6. The nation has a legacy of freedom of religionTo the Religious Right, “religious freedom” means the right to use their religion to run other people’s lives. When it comes to groups they don’t like, ideas like liberty and freedom suddenly evaporate.

Consider the controversy over the proposed Islamic center in lower Manhattan and efforts to block construction of a mosque in Murfreesboro, Tenn. Normally, once religious groups comply with local zoning laws, get the necessary permits and so on, they can build houses of worship where they please. Yet Brian Fischer, a columnist with the American Family Association, argued recently that the Constitution grants religious freedom rights only to Christians (!!!)  and said we can legally shut down mosques. Where does this appear in the Constitution? It doesn’t. Fischer made it up.

7. Americans support reproductive rights: The ability to control your own body when it comes to reproduction is the ability to control your own destiny. It’s a big no-no to the Religious Right.
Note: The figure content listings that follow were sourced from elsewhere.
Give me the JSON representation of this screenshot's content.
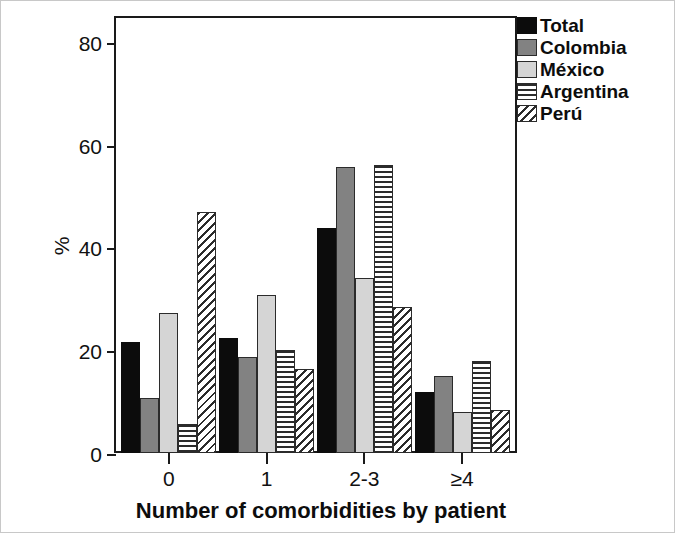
{
  "chart_data": {
    "type": "bar",
    "title": "",
    "xlabel": "Number of comorbidities by patient",
    "ylabel": "%",
    "categories": [
      "0",
      "1",
      "2-3",
      "≥4"
    ],
    "ylim": [
      0,
      85
    ],
    "yticks": [
      0,
      20,
      40,
      60,
      80
    ],
    "ytick_labels": [
      "0",
      "20",
      "40",
      "60",
      "80"
    ],
    "grid": false,
    "legend_position": "top-right",
    "series": [
      {
        "name": "Total",
        "color": "#0c0c0c",
        "pattern": "solid-black",
        "values": [
          21.5,
          22.3,
          43.8,
          11.8
        ]
      },
      {
        "name": "Colombia",
        "color": "#828282",
        "pattern": "solid-gray",
        "values": [
          10.7,
          18.6,
          55.7,
          15.0
        ]
      },
      {
        "name": "México",
        "color": "#d5d5d5",
        "pattern": "solid-light-gray",
        "values": [
          27.3,
          30.7,
          34.0,
          7.9
        ]
      },
      {
        "name": "Argentina",
        "color": "#2b2b2b",
        "pattern": "horizontal-stripes",
        "values": [
          5.6,
          20.0,
          56.0,
          17.9
        ]
      },
      {
        "name": "Perú",
        "color": "#2b2b2b",
        "pattern": "diagonal-hatch",
        "values": [
          46.8,
          16.3,
          28.4,
          8.3
        ]
      }
    ]
  },
  "legend": {
    "items": [
      {
        "label": "Total"
      },
      {
        "label": "Colombia"
      },
      {
        "label": "México"
      },
      {
        "label": "Argentina"
      },
      {
        "label": "Perú"
      }
    ]
  }
}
God is supposed to control your destiny. Who are you to interfere with His plans? Although most people think of this issue in terms of abortion, it’s worthwhile to look a little deeper. Increasingly, access to birth control is on the chopping block as well. (See attempts to defund Planned Parenthood and bills in the state laws granting pharmacists a right to refuse to fill prescriptions for the pill.)

Throughout recorded history, religious prudes have been obsessed with sex lives of others. They clearly have issues. There’s just something kind of icky about it.

8. Gay people live here: Where to begin? Not only will gay people not stay in the closet or become straight, now they want to get married! You can be sure that Bible Belt fundamentalists, who have the highest divorce rate in the nation, aren’t going to stand for that assault on the sacred institution of marriage.

The bile the Religious Right spews toward gays is unfathomable. You have to call it what it is: Hate. And as polls show increasing numbers of Americans backing same-sex marriage, it’s only going to get worse.

9. Most kids go to public schools: These godless hotbeds of secular humanism actually receive tax funding! They’re known to teach evolution, and some even dare to talk about how they human reproductive system works in Biology class. Since not everyone has the time for home-schooling, it’s best to distribute vouchers, says the Religious Right.

Here’s Tim LaHaye, author of the popular series of apocalyptic potboilers “Left Behind” on public education: “I have a pet concern, and I think it is the concern of everyone in this room; and that is we are being destroyed in America by the public school systems of our country. And it was Abraham Lincoln who said, essentially, let me educate the children of this generation and they will be the political leaders of the next generation. And, folks, we have let the enemy come in and take over the greatest school system in the history of the world.” (So, Tim, what do you really think?)

10. We fund NPR and PBS: Sure, the Religious Right and the Tea Party said they wanted to cut off funding to public broadcasting to save a few bucks, but in reality, they just don’t like the elitist, left-wingery of “All Things Considered” and “Masterpiece Theatre.” Snobs listen to and watch that stuff!

Don’t even get them started on the Muppets. Bert and Ernie have a suspiciously close relationship. ‘Nuff said.

Of course, there are many other things the Religious Right dislikes about our country – consider women’s rights, for example. For all of their flag waving, some supporters of the Religious Right just don’t sound too happy to be here. I doubt they plan to leave soon, so we can expect they’ll keep working to change our nation. Be warned – this list is just a start.”

Rob Boston is the assistant director of communications for Americans United for Separation of Church and State, which publishes Church and State magazine.